I don’t know if this particular essay will go anywhere, but I’ve been working on it for a while. On the days when I think, “This piece might never come together,” I use it for practice in various aspects of craft, and hope maybe I will feel differently about it on another day.
When I first started working on essays I didn’t understand the power — and necessity — of numerous revisions. After toiling away at a piece for maybe a few weeks and finishing several drafts, I wanted to be done. I was, in fact, indignant at the idea that the piece wasn’t finished. What? I’ve worked so hard, this is all I can do! What more do you want from me, essay?
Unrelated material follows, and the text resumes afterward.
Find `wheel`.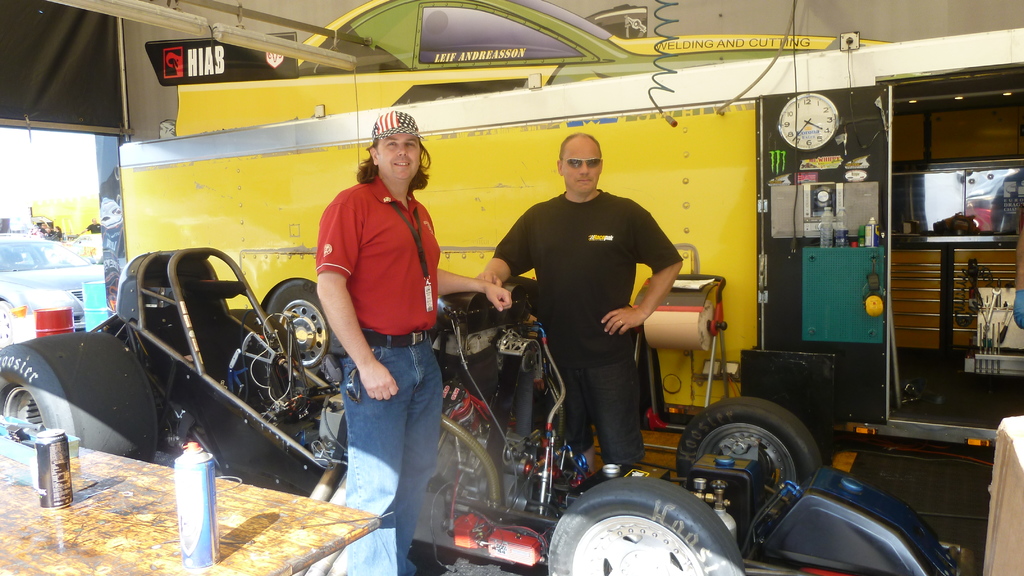
pyautogui.locateOnScreen(0, 330, 155, 462).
I’ve come a long way since then. I know there are writers out there who can lay it all down in just a few drafts, or maybe even in just one or two drafts. But I often have to revise a piece several times, then set it aside and not think about it for a while, and then revise it again, sometimes a few, sometimes many more times. Revision is actually becoming one the most enjoyable aspects of writing for me. The hard part is done — getting a whole bunch of words down on paper. Now I can fine-tune, improve language, chop-chop where things are extraneous, feel good when things “click” — when they start to make sense and come together. Sometimes a piece surprises me and turns out to be about something completely different than I expected, all because of ideas that came up during revision.
The only question is — when is a piece ever done? I haven’t figured out the answer to that yet. It feels like the work can always get better. But a piece might be done when you find yourself staring at the pages and notice, finally, that they are staring back at you without begging for more changes.
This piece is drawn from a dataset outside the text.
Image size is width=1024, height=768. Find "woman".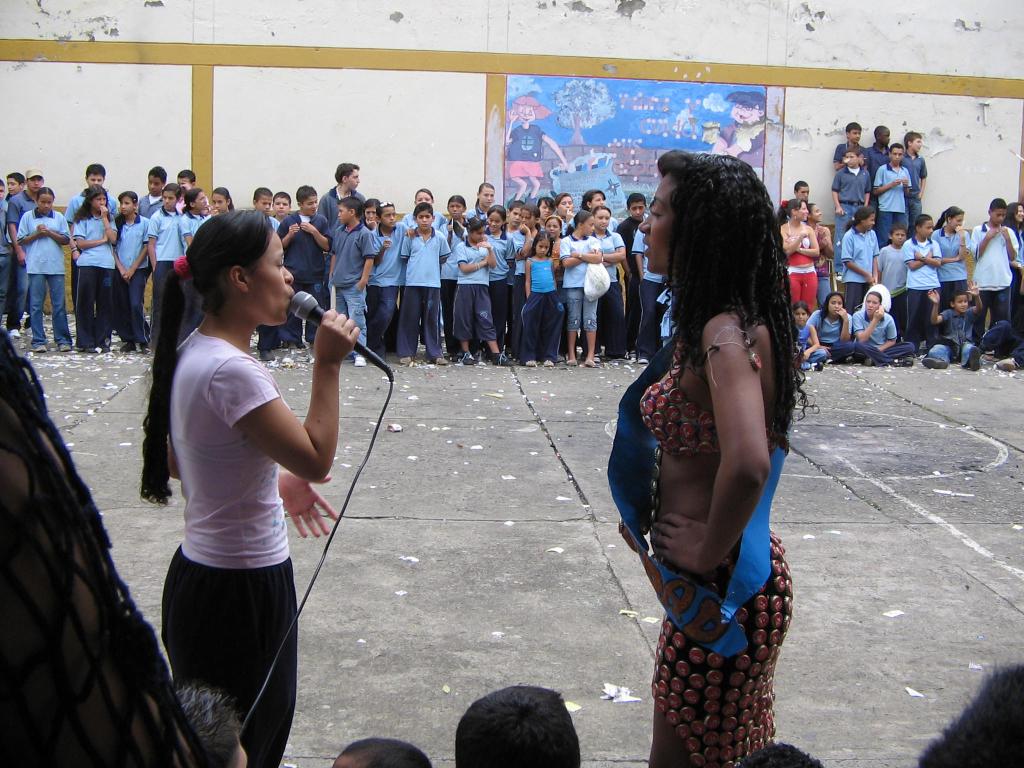
<bbox>137, 206, 365, 767</bbox>.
At that point, for me, it feels like there’s no more to say. Until the next essay, anyway.






I understand what you’re saying, Faye. My first or early drafts make me wonder why I ever thought I could write. I, too, have come to appreciate and enjoy the revision process. I know I’m done after I’ve gone through a cycle of loving it, hating it, loving it, hating it, and finally end with: I can’t look at it anymore. Good for you (for all of us) who keep at it. For me, it’s the only way.